Do you ever feel you get too much information about food?

I might not be an expert on food, but I’ve had a long relationship with it. And I thought I knew a few things about what to eat and what not to eat. That is, until I find something on the Internet that tells me I’m wrong. And that happens about once a day.

I gave up caffeine in 1998 because of a link to breast cancer, which I had just recovered from. It wasn’t easy, but I stopped drinking coffee and soda for years. Until “they” discovered a few years ago that caffeine was actually good for you!

Drinking milk as an adult was pretty bad too. I love milk and drank it anyway, with an additional dose of guilt. But I was always careful to drink non-fat milk, well, because it’s non-fat, and fat is bad. I just read yesterday that the full- fat milk is actually better for you, that it led to a 47% reduction in strokes in those who drank it instead of the low fat. Oh well.

Probiotics are absolutely necessary. They provide our gut with much needed bacteria –– until they become the one thing all cardiologists warn you about!

I gave up all alcohol years and years ago, not because of any moral problem with it, but because I’m allergic to it. Of course, now they’ve discovered that a glass of red wine a day is beneficial to your heart. And if you don’t drink, you’re at risk of dying someday!

I eat a lot of tomatoes from my garden. Pesticide-free and tasty, except for the occasional tomato worm. But I’m waiting for the day when “they” discover that tomatoes are really poisonous after all.

Sugar is supposed to be really bad for you. So about a month ago (it seems longer), I gave it up, cold turkey (forgive the food metaphor).

“You will feel so amazing and wonderful in just ten days –– and lose weight too!”

Well, it’s been over a month now. I feel exactly the same. Maybe a little sadder, though. The weight hasn’t dropped off, and my allergies and aches and pains are all the same.

I’m going to keep trying the no-sugar experiment for a few more weeks, but if there are no results by then, I saw a large carton of 48 mini-bags of Famous Amos chocolate chip cookies on aisle 5 at Costco that has my name on it.

If I had only listened to all the experts!! I’m sure I’ll die a few years before I should have, but I figure that, since I won’t be feeling very well from a lack of sugar, caffeine, fat, and red wine –– and I’ll have Alzheimer’s anyway from something I’m eating right now –– it won’t matter all that much. The one bad thing about reading things on the Internet is that you can’t crumple it up and throw it away, like you can with a good old-fashioned newspaper!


Your task |
From the data that follows, copy every line with the string "annotation".

Records for this task |
===

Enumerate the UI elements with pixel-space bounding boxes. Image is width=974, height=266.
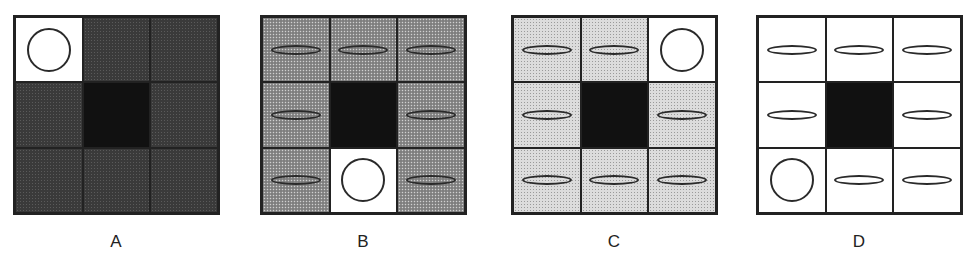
grid-cell-white	[826, 17, 894, 82]
circle-icon	[770, 158, 814, 202]
grid-cell-medium	[397, 82, 465, 147]
ellipse-icon	[589, 175, 639, 185]
grid-cell-medium	[262, 17, 330, 82]
panel-c	[511, 15, 718, 215]
ellipse-icon	[338, 45, 388, 55]
grid-cell-black	[330, 82, 398, 147]
grid-cell-medium	[262, 82, 330, 147]
ellipse-icon	[271, 45, 321, 55]
ellipse-icon	[902, 110, 952, 120]
grid-cell-dark	[150, 17, 218, 82]
ellipse-icon	[271, 110, 321, 120]
grid-cell-white	[893, 17, 961, 82]
grid-3x3	[756, 15, 963, 215]
panel-b	[260, 15, 467, 215]
grid-cell-dark	[83, 17, 151, 82]
grid-cell-light	[648, 82, 716, 147]
panel-d	[756, 15, 963, 215]
grid-cell-medium	[397, 148, 465, 213]
grid-cell-black	[83, 82, 151, 147]
grid-cell-white	[15, 17, 83, 82]
grid-3x3	[260, 15, 467, 215]
grid-cell-medium	[330, 17, 398, 82]
ellipse-icon	[406, 175, 456, 185]
panel-a	[13, 15, 220, 215]
grid-cell-light	[513, 17, 581, 82]
ellipse-icon	[406, 110, 456, 120]
grid-cell-medium	[397, 17, 465, 82]
ellipse-icon	[657, 110, 707, 120]
grid-cell-white	[893, 148, 961, 213]
ellipse-icon	[902, 45, 952, 55]
panel-label: C	[594, 232, 634, 252]
circle-icon	[27, 28, 71, 72]
ellipse-icon	[767, 110, 817, 120]
grid-cell-medium	[262, 148, 330, 213]
panel-label: B	[343, 232, 383, 252]
ellipse-icon	[522, 45, 572, 55]
circle-icon	[341, 158, 385, 202]
ellipse-icon	[406, 45, 456, 55]
grid-cell-light	[513, 148, 581, 213]
grid-cell-white	[758, 82, 826, 147]
ellipse-icon	[522, 110, 572, 120]
grid-cell-white	[826, 148, 894, 213]
panel-label: D	[839, 232, 879, 252]
ellipse-icon	[834, 45, 884, 55]
grid-cell-white	[758, 148, 826, 213]
circle-icon	[660, 28, 704, 72]
grid-3x3	[13, 15, 220, 215]
grid-cell-dark	[15, 82, 83, 147]
panel-label: A	[96, 232, 136, 252]
ellipse-icon	[657, 175, 707, 185]
grid-3x3	[511, 15, 718, 215]
grid-cell-dark	[15, 148, 83, 213]
grid-cell-dark	[83, 148, 151, 213]
ellipse-icon	[834, 175, 884, 185]
grid-cell-light	[513, 82, 581, 147]
ellipse-icon	[902, 175, 952, 185]
grid-cell-light	[581, 148, 649, 213]
grid-cell-black	[826, 82, 894, 147]
grid-cell-white	[330, 148, 398, 213]
grid-cell-white	[758, 17, 826, 82]
grid-cell-white	[893, 82, 961, 147]
grid-cell-black	[581, 82, 649, 147]
ellipse-icon	[767, 45, 817, 55]
grid-cell-light	[581, 17, 649, 82]
ellipse-icon	[522, 175, 572, 185]
grid-cell-white	[648, 17, 716, 82]
grid-cell-dark	[150, 148, 218, 213]
grid-cell-dark	[150, 82, 218, 147]
ellipse-icon	[271, 175, 321, 185]
grid-cell-light	[648, 148, 716, 213]
ellipse-icon	[589, 45, 639, 55]
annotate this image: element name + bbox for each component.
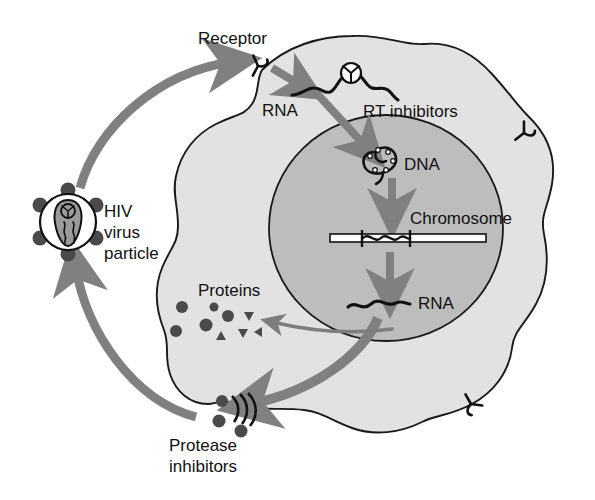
label-hiv-line2: virus [104, 223, 140, 242]
label-rna-nucleus: RNA [418, 294, 455, 313]
protein-circle [200, 319, 213, 332]
hiv-virus-particle [33, 183, 104, 262]
label-proteins: Proteins [198, 281, 260, 300]
label-receptor: Receptor [198, 29, 267, 48]
protein-circle [222, 310, 234, 322]
protein-circle [210, 303, 219, 312]
hiv-replication-diagram: Receptor RNA RT inhibitors DNA Chromosom… [0, 0, 595, 500]
label-protease-line1: Protease [169, 436, 237, 455]
rt-enzyme-icon [341, 63, 361, 83]
label-chromosome: Chromosome [410, 209, 512, 228]
label-dna: DNA [404, 155, 441, 174]
label-hiv-line3: particle [104, 244, 159, 263]
label-rna-cytoplasm: RNA [262, 101, 299, 120]
diagram-canvas: Receptor RNA RT inhibitors DNA Chromosom… [0, 0, 595, 500]
label-protease-line2: inhibitors [169, 457, 237, 476]
label-hiv-line1: HIV [104, 202, 133, 221]
label-rt-inhibitors: RT inhibitors [363, 102, 458, 121]
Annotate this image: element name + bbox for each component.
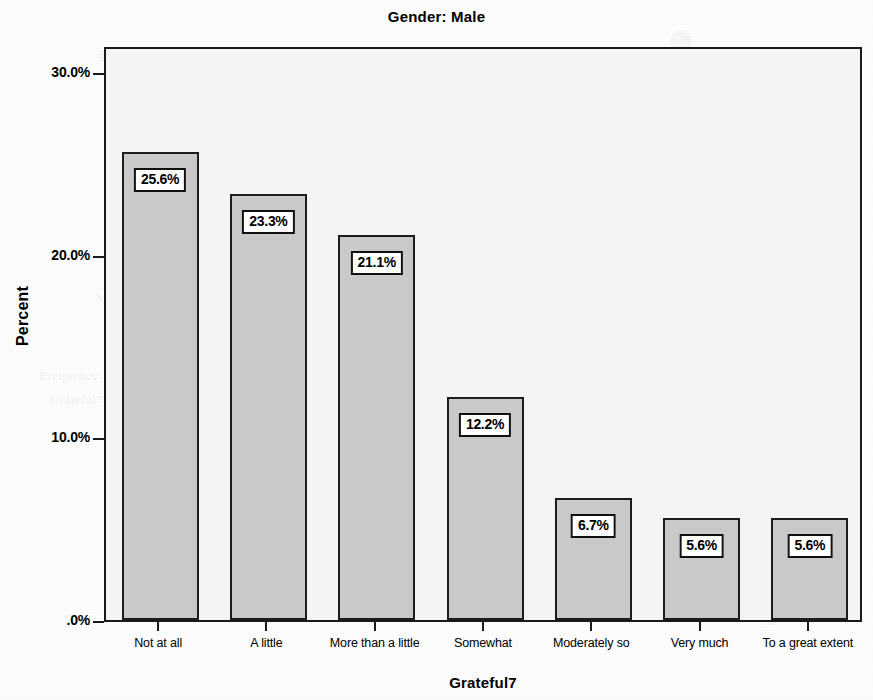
y-axis-tick-mark	[93, 73, 104, 75]
x-axis-tick-label: A little	[214, 636, 318, 650]
bar-value-label: 25.6%	[134, 168, 186, 192]
bar-6[interactable]: 5.6%	[663, 518, 740, 620]
bar-value-label: 5.6%	[787, 534, 832, 558]
bar-value-label: 6.7%	[571, 514, 616, 538]
y-axis-tick-mark	[93, 621, 104, 623]
bar-7[interactable]: 5.6%	[771, 518, 848, 620]
y-axis-tick-label: 30.0%	[51, 64, 90, 80]
y-axis-tick-mark	[93, 256, 104, 258]
x-axis-tick-mark	[807, 622, 809, 631]
x-axis-tick-mark	[482, 622, 484, 631]
bar-value-label: 12.2%	[459, 413, 511, 437]
plot-area: 25.6%23.3%21.1%12.2%6.7%5.6%5.6%	[104, 47, 862, 622]
bar-value-label: 23.3%	[242, 210, 294, 234]
x-axis-title: Grateful7	[104, 674, 862, 691]
bar-5[interactable]: 6.7%	[555, 498, 632, 620]
x-axis-tick-label: Somewhat	[431, 636, 535, 650]
x-axis-tick-mark	[374, 622, 376, 631]
x-axis-tick-label: Very much	[648, 636, 752, 650]
y-axis-tick-mark	[93, 438, 104, 440]
bar-value-label: 5.6%	[679, 534, 724, 558]
x-axis-tick-label: Moderately so	[539, 636, 643, 650]
x-axis-tick-mark	[590, 622, 592, 631]
y-axis-tick-label: 20.0%	[51, 247, 90, 263]
x-axis-tick-mark	[265, 622, 267, 631]
bar-3[interactable]: 21.1%	[338, 235, 415, 620]
chart-title: Gender: Male	[0, 8, 873, 25]
x-axis-tick-mark	[699, 622, 701, 631]
x-axis-tick-label: To a great extent	[756, 636, 860, 650]
bar-1[interactable]: 25.6%	[122, 152, 199, 620]
y-axis-tick-label: .0%	[66, 612, 90, 628]
plot-inner: 25.6%23.3%21.1%12.2%6.7%5.6%5.6%	[106, 49, 860, 620]
x-axis-tick-label: Not at all	[106, 636, 210, 650]
x-axis-tick-label: More than a little	[323, 636, 427, 650]
y-axis-tick-label: 10.0%	[51, 429, 90, 445]
bar-2[interactable]: 23.3%	[230, 194, 307, 620]
bar-chart-figure: Gender: Male Percent 25.6%23.3%21.1%12.2…	[0, 0, 873, 700]
bar-value-label: 21.1%	[351, 251, 403, 275]
x-axis-tick-mark	[157, 622, 159, 631]
bar-4[interactable]: 12.2%	[447, 397, 524, 620]
y-axis-title: Percent	[14, 236, 32, 396]
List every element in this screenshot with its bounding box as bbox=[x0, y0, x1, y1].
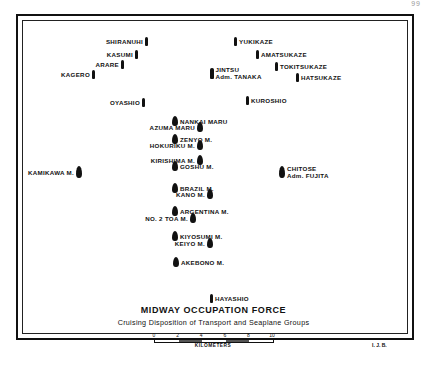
ship-no2-toa-m: NO. 2 TOA M. bbox=[145, 213, 196, 223]
ship-label: NO. 2 TOA M. bbox=[145, 215, 188, 222]
ship-name: KASUMI bbox=[107, 51, 133, 58]
ship-label: YUKIKAZE bbox=[239, 38, 273, 45]
ship-label: JINTSUAdm. TANAKA bbox=[216, 66, 262, 80]
ship-name: TOKITSUKAZE bbox=[280, 63, 327, 70]
ship-shiranuhi: SHIRANUHI bbox=[106, 37, 148, 46]
ship-name: KEIYO M. bbox=[175, 240, 205, 247]
scale-tick: 8 bbox=[247, 332, 250, 338]
ship-marker-icon bbox=[92, 70, 95, 79]
ship-marker-icon bbox=[207, 238, 213, 248]
ship-marker-icon bbox=[210, 68, 214, 79]
ship-label: KEIYO M. bbox=[175, 240, 205, 247]
ship-marker-icon bbox=[76, 166, 82, 178]
ship-name: KUROSHIO bbox=[251, 97, 287, 104]
ship-name: CHITOSE bbox=[287, 165, 329, 172]
ship-marker-icon bbox=[173, 257, 179, 267]
ship-kasumi: KASUMI bbox=[107, 50, 138, 59]
ship-label: AMATSUKAZE bbox=[261, 51, 307, 58]
ship-label: KASUMI bbox=[107, 51, 133, 58]
diagram-subtitle: Cruising Disposition of Transport and Se… bbox=[0, 318, 427, 327]
ship-jintsu: JINTSUAdm. TANAKA bbox=[210, 66, 262, 80]
ship-name: HAYASHIO bbox=[215, 295, 249, 302]
scale-tick: 6 bbox=[223, 332, 226, 338]
ship-kamikawa-m: KAMIKAWA M. bbox=[28, 166, 82, 178]
ship-hayashio: HAYASHIO bbox=[210, 294, 249, 303]
scale-unit-label: KILOMETERS bbox=[152, 343, 274, 348]
ship-arare: ARARE bbox=[95, 60, 124, 69]
ship-oyashio: OYASHIO bbox=[110, 98, 145, 107]
ship-chitose: CHITOSEAdm. FUJITA bbox=[279, 165, 329, 179]
ship-azuma-maru: AZUMA MARU bbox=[150, 122, 203, 132]
ship-name: SHIRANUHI bbox=[106, 38, 143, 45]
ship-marker-icon bbox=[190, 213, 196, 223]
ship-kagero: KAGERO bbox=[61, 70, 95, 79]
ship-kuroshio: KUROSHIO bbox=[246, 96, 287, 105]
ship-marker-icon bbox=[256, 50, 259, 59]
ship-name: AKEBONO M. bbox=[181, 259, 224, 266]
ship-name: HOKURIKU M. bbox=[150, 142, 195, 149]
ship-marker-icon bbox=[172, 161, 178, 171]
ship-marker-icon bbox=[145, 37, 148, 46]
ship-tokitsukaze: TOKITSUKAZE bbox=[275, 62, 327, 71]
ship-marker-icon bbox=[246, 96, 249, 105]
ship-name: KANO M. bbox=[176, 191, 205, 198]
ship-label: HATSUKAZE bbox=[301, 74, 341, 81]
ship-marker-icon bbox=[275, 62, 278, 71]
scale-segment bbox=[226, 340, 250, 342]
ship-name: JINTSU bbox=[216, 66, 262, 73]
ship-yukikaze: YUKIKAZE bbox=[234, 37, 273, 46]
ship-marker-icon bbox=[135, 50, 138, 59]
scale-tick: 0 bbox=[153, 332, 156, 338]
ship-marker-icon bbox=[279, 166, 285, 178]
ship-label: HAYASHIO bbox=[215, 295, 249, 302]
ship-keiyo-m: KEIYO M. bbox=[175, 238, 213, 248]
ship-goshu-m: GOSHU M. bbox=[172, 161, 214, 171]
ship-label: CHITOSEAdm. FUJITA bbox=[287, 165, 329, 179]
ship-label: ARARE bbox=[95, 61, 119, 68]
ship-label: SHIRANUHI bbox=[106, 38, 143, 45]
ship-marker-icon bbox=[296, 73, 299, 82]
ship-label: HOKURIKU M. bbox=[150, 142, 195, 149]
ship-commander: Adm. TANAKA bbox=[216, 73, 262, 80]
ship-kano-m: KANO M. bbox=[176, 189, 213, 199]
scale-tick: 10 bbox=[269, 332, 275, 338]
diagram-title: MIDWAY OCCUPATION FORCE bbox=[0, 305, 427, 315]
ship-name: AZUMA MARU bbox=[150, 124, 195, 131]
ship-marker-icon bbox=[142, 98, 145, 107]
page-number: 99 bbox=[411, 0, 421, 7]
scale-bar: 0 2 4 6 8 10 KILOMETERS bbox=[152, 332, 274, 350]
ship-commander: Adm. FUJITA bbox=[287, 172, 329, 179]
ship-marker-icon bbox=[207, 189, 213, 199]
ship-name: HATSUKAZE bbox=[301, 74, 341, 81]
ship-name: AMATSUKAZE bbox=[261, 51, 307, 58]
ship-marker-icon bbox=[197, 122, 203, 132]
scale-tick: 2 bbox=[176, 332, 179, 338]
ship-akebono-m: AKEBONO M. bbox=[173, 257, 224, 267]
ship-label: TOKITSUKAZE bbox=[280, 63, 327, 70]
ship-marker-icon bbox=[121, 60, 124, 69]
ship-name: KAMIKAWA M. bbox=[28, 169, 74, 176]
ship-label: KAMIKAWA M. bbox=[28, 169, 74, 176]
ship-name: YUKIKAZE bbox=[239, 38, 273, 45]
ship-label: KUROSHIO bbox=[251, 97, 287, 104]
ship-hokuriku-m: HOKURIKU M. bbox=[150, 140, 203, 150]
ship-name: OYASHIO bbox=[110, 99, 140, 106]
ship-label: GOSHU M. bbox=[180, 163, 214, 170]
ship-name: KAGERO bbox=[61, 71, 90, 78]
ship-name: ARARE bbox=[95, 61, 119, 68]
ship-label: KAGERO bbox=[61, 71, 90, 78]
ship-name: NO. 2 TOA M. bbox=[145, 215, 188, 222]
ship-label: AZUMA MARU bbox=[150, 124, 195, 131]
ship-hatsukaze: HATSUKAZE bbox=[296, 73, 341, 82]
ship-marker-icon bbox=[234, 37, 237, 46]
cartographer-initials: I. J. B. bbox=[372, 342, 387, 348]
scale-segment bbox=[179, 340, 203, 342]
ship-marker-icon bbox=[197, 140, 203, 150]
scale-tick: 4 bbox=[200, 332, 203, 338]
ship-name: GOSHU M. bbox=[180, 163, 214, 170]
ship-amatsukaze: AMATSUKAZE bbox=[256, 50, 307, 59]
ship-label: OYASHIO bbox=[110, 99, 140, 106]
ship-marker-icon bbox=[210, 294, 213, 303]
ship-label: AKEBONO M. bbox=[181, 259, 224, 266]
ship-label: KANO M. bbox=[176, 191, 205, 198]
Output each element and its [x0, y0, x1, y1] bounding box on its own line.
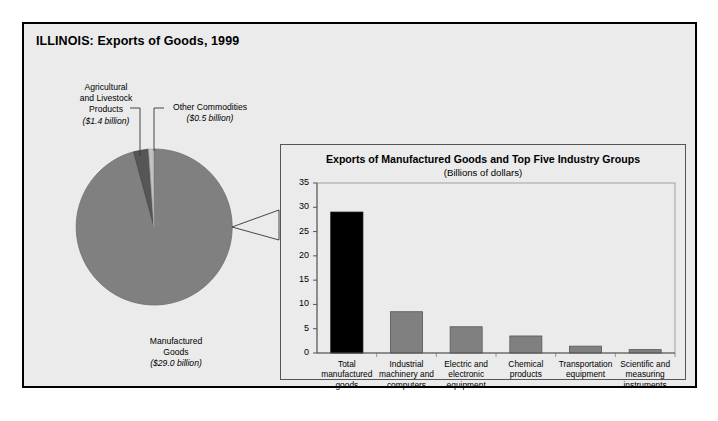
y-axis-tick-label: 30: [283, 201, 309, 211]
pie-label-manufactured: Manufactured Goods ($29.0 billion): [108, 336, 244, 370]
pie-label-manufactured-line2: Goods: [163, 347, 188, 357]
x-axis-tick-label: Industrialmachinery andcomputers: [377, 359, 437, 390]
x-axis-tick-label: Chemicalproducts: [496, 359, 556, 380]
pie-label-other-amount: ($0.5 billion): [187, 113, 234, 123]
pie-label-agricultural-line1: Agricultural: [85, 82, 128, 92]
x-axis-tick-label-line: Transportation: [559, 359, 613, 369]
pie-label-manufactured-amount: ($29.0 billion): [150, 358, 202, 368]
y-axis-tick-label: 10: [283, 298, 309, 308]
pie-label-agricultural-line2: and Livestock: [80, 93, 133, 103]
pie-label-other-commodities: Other Commodities ($0.5 billion): [156, 102, 264, 124]
x-axis-tick-label-line: Electric and: [444, 359, 488, 369]
pie-chart-graphic: [24, 24, 299, 388]
bar: [331, 212, 363, 353]
y-axis-tick-label: 20: [283, 250, 309, 260]
x-axis-tick-label-line: measuring: [626, 369, 665, 379]
x-axis-tick-label: Electric andelectronicequipment: [436, 359, 496, 390]
x-axis-tick-label: Transportationequipment: [556, 359, 616, 380]
bar: [450, 327, 482, 353]
x-axis-tick-label-line: electronic: [448, 369, 484, 379]
x-axis-tick-label-line: computers: [387, 380, 426, 390]
x-axis-tick-label-line: Total: [338, 359, 356, 369]
bar-series: [331, 212, 675, 357]
bar: [570, 346, 602, 353]
y-axis-ticks: [313, 183, 317, 353]
pie-label-agricultural-amount: ($1.4 billion): [83, 116, 130, 126]
pie-label-manufactured-line1: Manufactured: [150, 336, 203, 346]
pie-label-agricultural-line3: Products: [89, 104, 123, 114]
x-axis-tick-label: Totalmanufacturedgoods: [317, 359, 377, 390]
x-axis-tick-label-line: products: [510, 369, 542, 379]
plot-area-frame: [317, 183, 675, 353]
pie-chart: Agricultural and Livestock Products ($1.…: [24, 24, 299, 388]
pie-label-agricultural: Agricultural and Livestock Products ($1.…: [60, 82, 152, 127]
x-axis-tick-label-line: equipment: [566, 369, 605, 379]
bar-chart-panel: Exports of Manufactured Goods and Top Fi…: [280, 144, 686, 380]
bar-chart-graphic: [281, 145, 687, 381]
x-axis-tick-label-line: Scientific and: [620, 359, 670, 369]
bar: [391, 312, 423, 353]
x-axis-tick-label-line: manufactured: [321, 369, 372, 379]
y-axis-tick-label: 25: [283, 226, 309, 236]
pie-to-bar-connector: [232, 210, 279, 240]
y-axis-tick-label: 35: [283, 177, 309, 187]
bar: [510, 336, 542, 353]
x-axis-tick-label-line: machinery and: [379, 369, 434, 379]
pie-label-other-line1: Other Commodities: [173, 102, 247, 112]
x-axis-tick-label: Scientific andmeasuringinstruments: [615, 359, 675, 390]
x-axis-tick-label-line: goods: [335, 380, 358, 390]
figure-frame: ILLINOIS: Exports of Goods, 1999 Agricul…: [22, 22, 697, 388]
x-axis-tick-label-line: Industrial: [389, 359, 423, 369]
y-axis-tick-label: 0: [283, 347, 309, 357]
x-axis-tick-label-line: instruments: [624, 380, 667, 390]
x-axis-tick-label-line: Chemical: [508, 359, 543, 369]
y-axis-tick-label: 5: [283, 323, 309, 333]
y-axis-tick-label: 15: [283, 274, 309, 284]
x-axis-tick-label-line: equipment: [447, 380, 486, 390]
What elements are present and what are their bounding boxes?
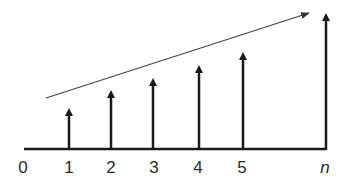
axis-label-1: 1 — [64, 158, 73, 178]
axis-label-0: 0 — [18, 158, 27, 178]
trend-arrow — [46, 13, 309, 98]
axis-label-2: 2 — [106, 158, 115, 178]
axis-label-3: 3 — [149, 158, 158, 178]
axis-label-4: 4 — [193, 158, 202, 178]
axis-label-n: n — [320, 158, 329, 178]
axis-label-5: 5 — [237, 158, 246, 178]
diagram-canvas — [0, 0, 345, 190]
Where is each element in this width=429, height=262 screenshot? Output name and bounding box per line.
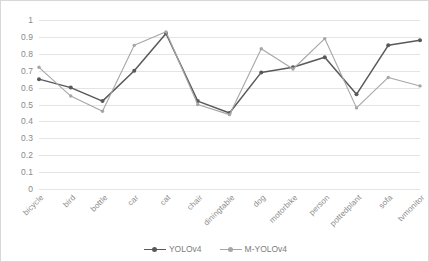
y-axis-tick-label: 0.2: [21, 150, 33, 160]
data-point: [386, 43, 390, 47]
x-axis-tick-label: car: [126, 193, 140, 207]
plot-area: [39, 20, 420, 189]
data-point: [260, 47, 263, 50]
x-axis: bicyclebirdbottlecarcatchairdiningtabled…: [39, 189, 420, 239]
legend-label: YOLOv4: [169, 244, 202, 254]
x-axis-tick-label: chair: [185, 193, 204, 212]
data-point: [133, 44, 136, 47]
y-axis-tick-label: 1: [28, 15, 33, 25]
data-point: [323, 37, 326, 40]
x-axis-tick-label: tvmonitor: [396, 193, 426, 223]
series-line: [39, 32, 420, 115]
y-axis-tick-label: 0.1: [21, 167, 33, 177]
series-1: [37, 32, 422, 115]
y-axis-tick-label: 0.7: [21, 66, 33, 76]
data-point: [355, 92, 359, 96]
x-axis-tick-label: sofa: [377, 193, 394, 210]
legend-entry-2[interactable]: M-YOLOv4: [220, 244, 288, 254]
chart-legend: YOLOv4M-YOLOv4: [1, 239, 429, 259]
chart-figure: 10.90.80.70.60.50.40.30.20.10 bicyclebir…: [0, 0, 429, 262]
data-point: [37, 66, 40, 69]
x-axis-tick-label: pottedplant: [328, 193, 363, 228]
data-point: [69, 86, 73, 90]
data-point: [418, 84, 421, 87]
data-point: [387, 76, 390, 79]
data-point: [196, 103, 199, 106]
y-axis: 10.90.80.70.60.50.40.30.20.10: [1, 1, 39, 211]
data-point: [101, 110, 104, 113]
legend-label: M-YOLOv4: [245, 244, 288, 254]
x-axis-tick-label: diningtable: [201, 193, 236, 228]
y-axis-tick-label: 0.6: [21, 83, 33, 93]
data-point: [101, 99, 105, 103]
x-axis-tick-label: motorbike: [268, 193, 300, 225]
x-axis-tick-label: person: [307, 193, 331, 217]
y-axis-tick-label: 0.4: [21, 116, 33, 126]
data-point: [355, 106, 358, 109]
data-point: [132, 69, 136, 73]
series-lines: [39, 20, 420, 189]
y-axis-tick-label: 0: [28, 184, 33, 194]
y-axis-tick-label: 0.9: [21, 32, 33, 42]
x-axis-tick-label: cat: [158, 193, 172, 207]
data-point: [259, 70, 263, 74]
data-point: [228, 113, 231, 116]
x-axis-tick-label: bottle: [88, 193, 109, 214]
x-axis-tick-label: dog: [252, 193, 268, 209]
y-axis-tick-label: 0.3: [21, 133, 33, 143]
data-point: [37, 77, 41, 81]
data-point: [69, 94, 72, 97]
data-point: [164, 30, 167, 33]
data-point: [418, 38, 422, 42]
x-axis-tick-label: bird: [61, 193, 77, 209]
legend-marker-icon: [144, 245, 166, 253]
legend-entry-1[interactable]: YOLOv4: [144, 244, 202, 254]
data-point: [291, 67, 294, 70]
series-2: [37, 30, 421, 116]
legend-marker-icon: [220, 245, 242, 253]
data-point: [323, 55, 327, 59]
y-axis-tick-label: 0.5: [21, 100, 33, 110]
y-axis-tick-label: 0.8: [21, 49, 33, 59]
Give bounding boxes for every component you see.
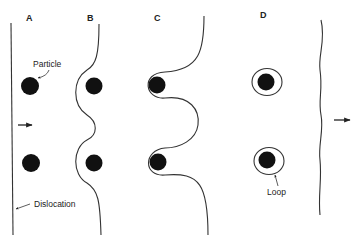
panel-d: Loop bbox=[252, 20, 350, 215]
particle-bottom bbox=[259, 152, 276, 169]
particle-bottom bbox=[86, 155, 103, 172]
straight-dislocation-line bbox=[11, 23, 13, 235]
particle-bottom bbox=[150, 154, 167, 171]
bowed-dislocation-line bbox=[148, 16, 208, 235]
particle-annotation: Particle bbox=[33, 59, 62, 69]
released-dislocation-line bbox=[319, 20, 322, 215]
particle-top bbox=[149, 77, 166, 94]
loop-annotation: Loop bbox=[267, 187, 286, 197]
loop-pointer-arrow bbox=[275, 175, 278, 186]
panel-c bbox=[148, 16, 208, 235]
panel-b bbox=[76, 24, 103, 235]
particle-top bbox=[21, 77, 39, 95]
particle-pointer-arrow bbox=[38, 70, 49, 78]
dislocation-annotation: Dislocation bbox=[34, 199, 76, 209]
particle-top bbox=[258, 74, 275, 91]
panel-label-c: C bbox=[154, 13, 161, 23]
bowed-dislocation-line bbox=[76, 24, 101, 235]
panel-a: Particle Dislocation bbox=[11, 23, 76, 235]
panel-label-a: A bbox=[26, 13, 33, 23]
particle-top bbox=[86, 78, 103, 95]
dislocation-pointer-arrow bbox=[16, 204, 30, 209]
panel-label-d: D bbox=[260, 10, 267, 20]
orowan-bowing-diagram: A B C D Particle Dislocation Loop bbox=[0, 0, 361, 246]
particle-bottom bbox=[22, 154, 40, 172]
panel-label-b: B bbox=[87, 13, 94, 23]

===

Solution |
particle-annotation: Particle bbox=[33, 59, 62, 69]
loop-annotation: Loop bbox=[267, 187, 286, 197]
dislocation-annotation: Dislocation bbox=[34, 199, 76, 209]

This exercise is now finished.